Turbines that made history as the UK's first commercial wind farm were shut down this week, as a £11.8 million operation begins to make way for four giant replacements.

Delabole Wind Farm owner Good Energy is currently on site at the North Cornwall base, as its ten original wind turbines — erected in 1991 — are dismantled for dispatch to new homes in Lithuania and Poland.

With replacement gearboxes installed over the past six years, the old turbines are still in good working order, but, said Good Energy chief executive Juliet Davenport, UK community groups keen to acquire the secondhand technology had failed to get government support to finance the initiatives.

"There is a lot of interest — but the budgets are not there," said Ms Davenport. "In terms of low carbon grants and subsidies, the frameworks are there, but it is much harder to negotiate than people in Whitehall imagine when they are making up the regulations."

Good Energy, which between now and September is to install four replacement turbines secured finance for its Delabole project through a £9.6 million Co-operative Bank loan and made up the balance through equity from its own resources.

Capable of generating sufficient energy to power 8,000 homes, the turbines will see the Delabole farm increase its the proportion of "home made" electricity that Good Energy supplies to its consumers, from seven per cent, to 20 per cent of the total.

The Wiltshire-based company currently sources power from three other commercial suppliers; including hydroelectricity from Devon's Glen Lyn hydro in Lynmouth.
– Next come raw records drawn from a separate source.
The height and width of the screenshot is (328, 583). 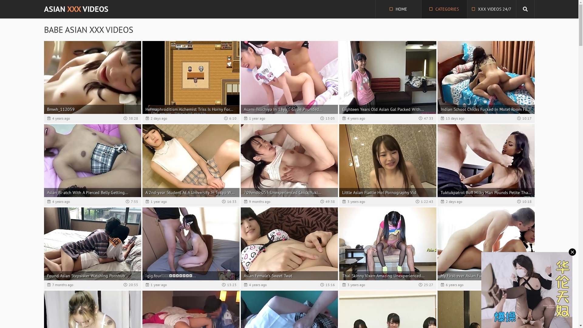 What do you see at coordinates (491, 9) in the screenshot?
I see `XXX VIDEOS 24/7` at bounding box center [491, 9].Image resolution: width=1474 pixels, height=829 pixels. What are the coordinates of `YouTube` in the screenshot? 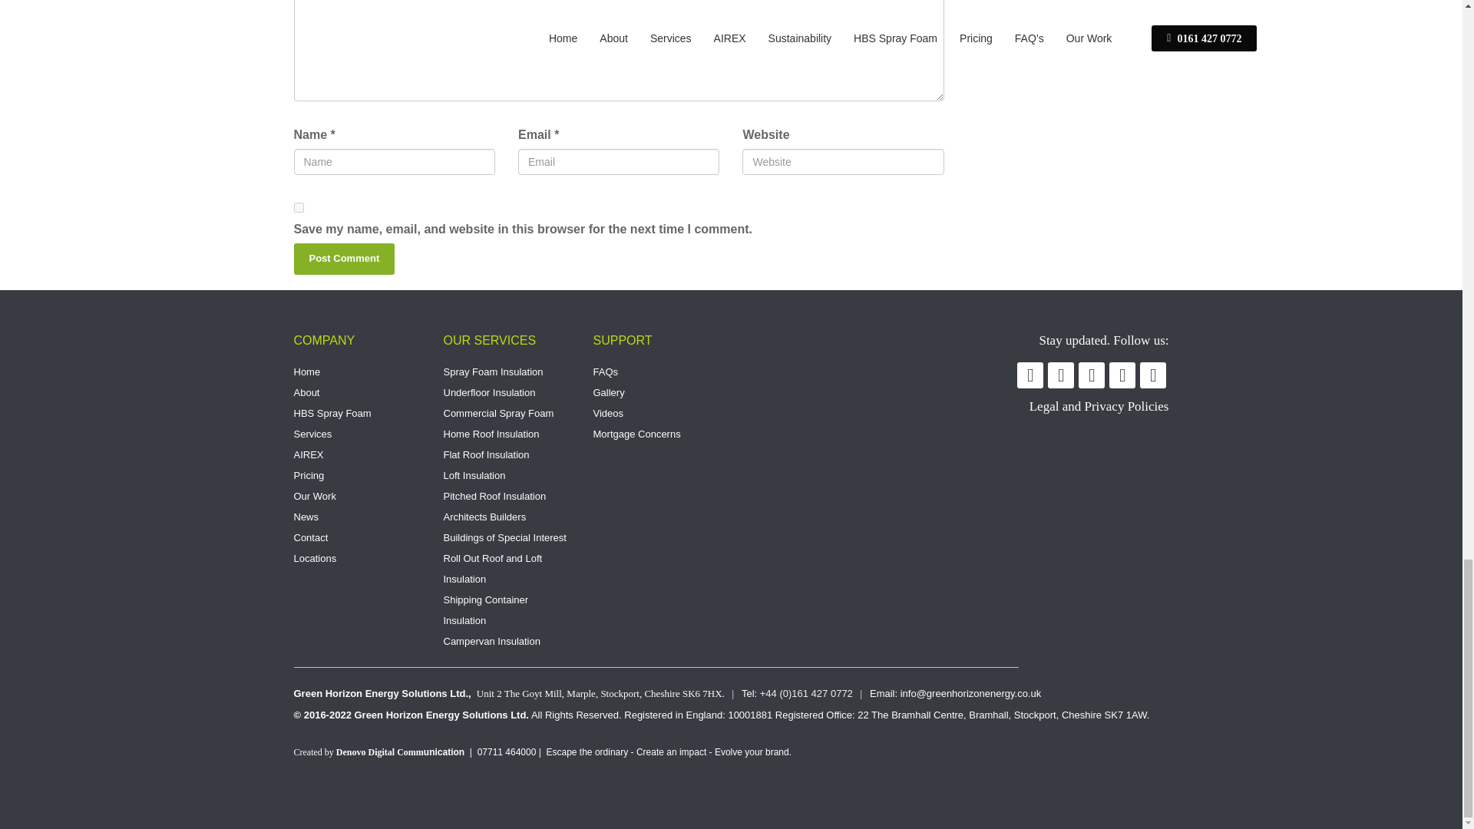 It's located at (1092, 375). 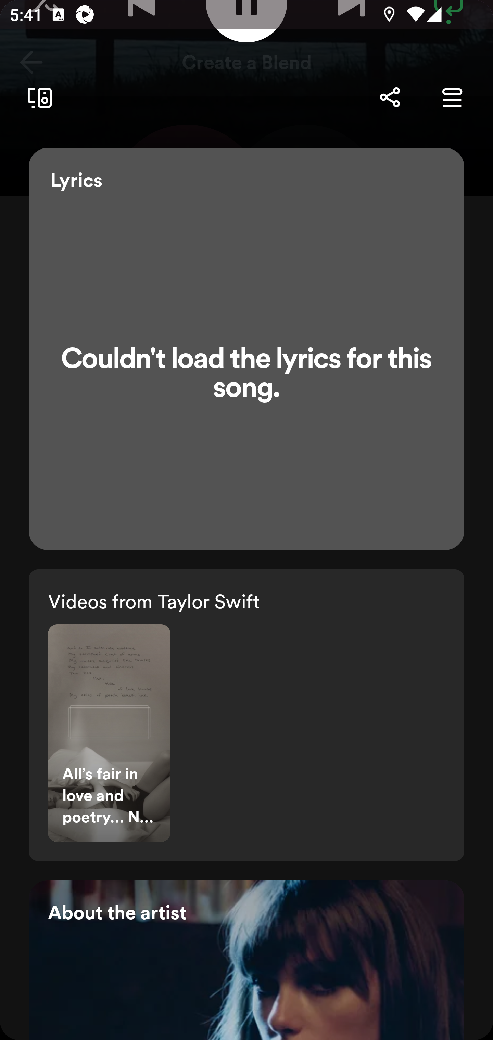 I want to click on Share, so click(x=389, y=97).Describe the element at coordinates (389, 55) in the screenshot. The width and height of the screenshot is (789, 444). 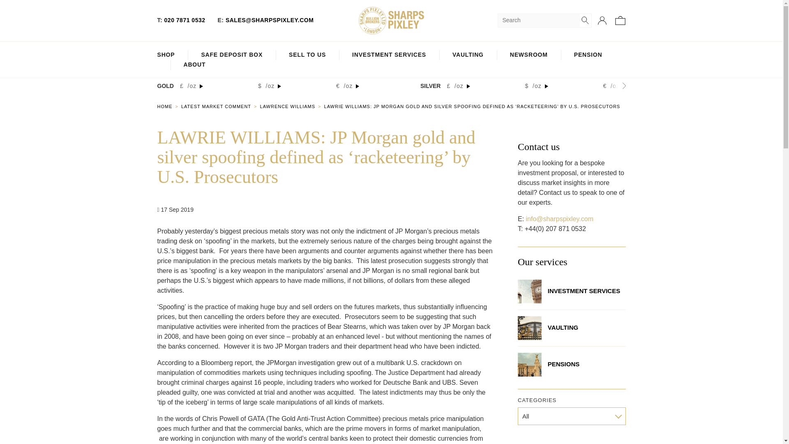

It also buys from domestic energy producers and now supplies its "100 per cent renewable" electricity to around 26,000 UK consumers.

Good Energy is currently eyeing up 14 potential sites around the UK — including one at an undisclosed spot in Cornwall — to develop further wind farms. Close by Delabole Wind farm, in Davidstow, however, Cheshire-based Community Wind Power was blocked by planners this week to take forward £55 million plans for a 20-turbine operation.

"My sense of the site was that they came out of nowhere," said Ms Davenport. "They didn't talk to anyone. In my view, it was a pure 'planning play' — I sense a lack of commitment to the local area in what they were trying to do."

Ms Davenport believes that the coalition Government's move to de-centralise planning decisions from Whitehall will bode well for Good Energy, which says that community engagement is key to its own green energy developments. She said that a good relationship with the local community had been at the heart of its own schedule to upgrade Delabole Wind Farm prior to planning approval being granted in 2008.

Indeed, midway through a rainy August afternoon, there is a constant trickle of fascinated bypassers pulling off the B3314 to inspect a display in a miniscule "show tent" Good Energy has erected on site to coincide with the launch of its repower programme. Yet within Delabole, there is also a sense of resignation, rather than enthusiasm, from some locals towards the wind farm, who question how it benefits the local economy.

"We would love to offer locals a percentage off our electricity, but current legislation means that we can't do it," said Ms Davenport. "However, the coalition has suggested that business rates paid by wind farms could be distributed locally, enabling us to give back to the community via a discount on their council tax. That proposal is out there — and we are behind it."